Secure AMDG GPU shown with a shield and padlock, signaling an upstream fix.Background / Overview​

Modern Linux graphics stacks expose a variety of runtime metrics via sysfs under /sys/class/drm//device/ to help tooling and diagnostics: things like mem_info_vram_used and related VRAM counters are common. On systems with discrete AMD GPUs, those attributes represent real VRAM accounting structures managed by the kernel. On integrated GPUs (APUs) there is sometimes no dedicated VRAM manager to back those sysfs attributes; a recent change in upstream driver behavior exposed a window where the sysfs entries could still be read even though the underlying manager was not initialized. That read path could dereference uninitialized structures and crash the kernel. The NVD and multiple vulnerability trackers summarize the fix as “drm/amdgpu: hide VRAM sysfs attributes on GPUs without VRAM” and link upstream stable commits that remove or hide the attributes when they are not applicable. The flaw is not a remote attack vector; it is a local, user-triggerable availability bug. Any process with read access to those sysfs nodes can trigger the error (for example, with cat /sys/class/drm/card/device/mem_infovram*). Because it is a kernel crash primitive, the primary operational impact is Denial‑of‑Service: driver oops, compositor crashes, session loss, or a full machine reboot in the worst cases. Upstream kernel patches apply a simple guard: hide or suppress VRAM sysfs attributes on GPUs that do not expose VRAM, or check manager initialization before attempting to access manager structures.

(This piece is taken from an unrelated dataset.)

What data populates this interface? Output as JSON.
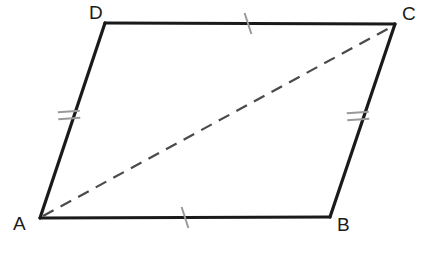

Technical anatomy — what went wrong​

Where the failure occurs​

  • The offending path is in the AMDGPU DRM driver sysfs show handlers for VRAM accounting attributes. Those handlers call into the VRAM/TTM resource accounting routines to compute usage values.
  • After a previous kernel change removed a “dummy VRAM manager” for certain APU/IGP configurations, the VRAM manager pointer is left uninitialized for GPUs that truly have no VRAM. If the sysfs show routine is still reachable and tries to use that manager, it ends up dereferencing NULL or an uninitialized pointer inside kernel space. The result is a kernel oops.

The patch approach​

Upstream maintainers chose a conservative, low‑risk remediation path: avoid exposing VRAM sysfs attributes when the underlying manager is absent, or add explicit early checks before any manager fields are read. This turns a forced kernel fault into a safe no-op (the sysfs entry can either be hidden or return a benign default/value indicating “not available”). The change is intentionally small — a surgical guard — which is exactly the kind of fix that is straightforward to backport into stable kernels and vendor packages. The kernel stable tree contains commits addressing this exact behavior.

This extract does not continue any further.